IN A TENSE MOMENT in Suffragette, famed women's rights activist Emmeline Pankhurst (Meryl Streep) bellows, "We don't want to be lawbreakers; we want to be lawmakers!" to the cheers of women below. It's one of approximately 30 highly quotable lines peppered throughout the film, providing more than enough fodder for one of the best, most exciting movie trailers I've seen in a while.
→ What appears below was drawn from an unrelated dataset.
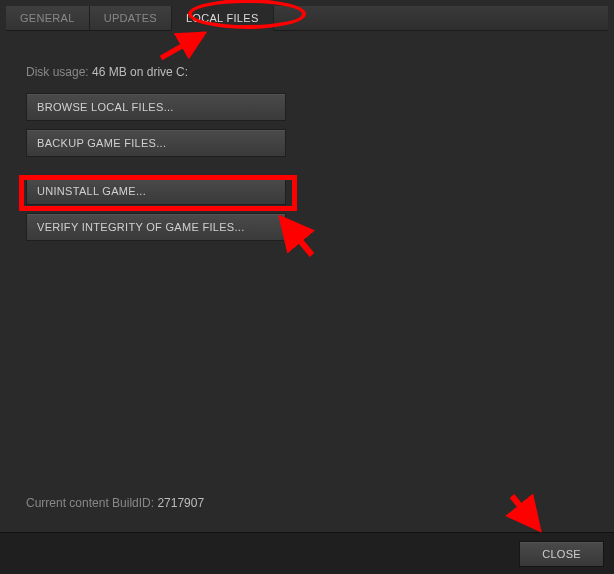 The height and width of the screenshot is (574, 614). What do you see at coordinates (307, 72) in the screenshot?
I see `disk-usage-label: Disk usage: 46 MB on drive C:` at bounding box center [307, 72].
The movie, though, isn't as exciting: Our heroine, Maud Watts (Carey Mulligan), begins the film as a laundress, wife, and mother who's called to the cause of suffrage for English women not by some grand moment, but by a series of small humiliations and peer pressure. She makes friends with other activists and stands up to her dick-ish husband, but she doesn't rise in the ranks and—spoiler!—she isn't the one who changes everything. Watts is just your average gal, trying to balance work and family and activism, to have it all.
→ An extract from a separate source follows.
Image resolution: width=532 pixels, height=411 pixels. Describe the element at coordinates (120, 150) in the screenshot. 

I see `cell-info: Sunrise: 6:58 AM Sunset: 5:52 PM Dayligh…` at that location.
The UK women's suffrage movement was totally badass—they made bombs and shit!—but Suffragette's focus on quiet moments with the humble Watts misses a lot of opportunities for more of what we wanna see. And oddly, the movie fades to a close before the women even win anything. We know they won, of course, but I wanted to see that capital-T Triumph! I wanted the flash. Not only because I'm a stupid American filmgoer who needs the payoff (which I obviously am), but because the movement had it! It was all right there, in secret meetings and civil disobedience and destruction and jail! Suffragette just doesn't deliver.

I don't especially like making this criticism, because I still want to encourage you to see this movie about women tearing shit up. But if you're looking for tons of action, it isn't in Suffragette. It's 2015. Shouldn't we be able to—dare I say it?—have it all?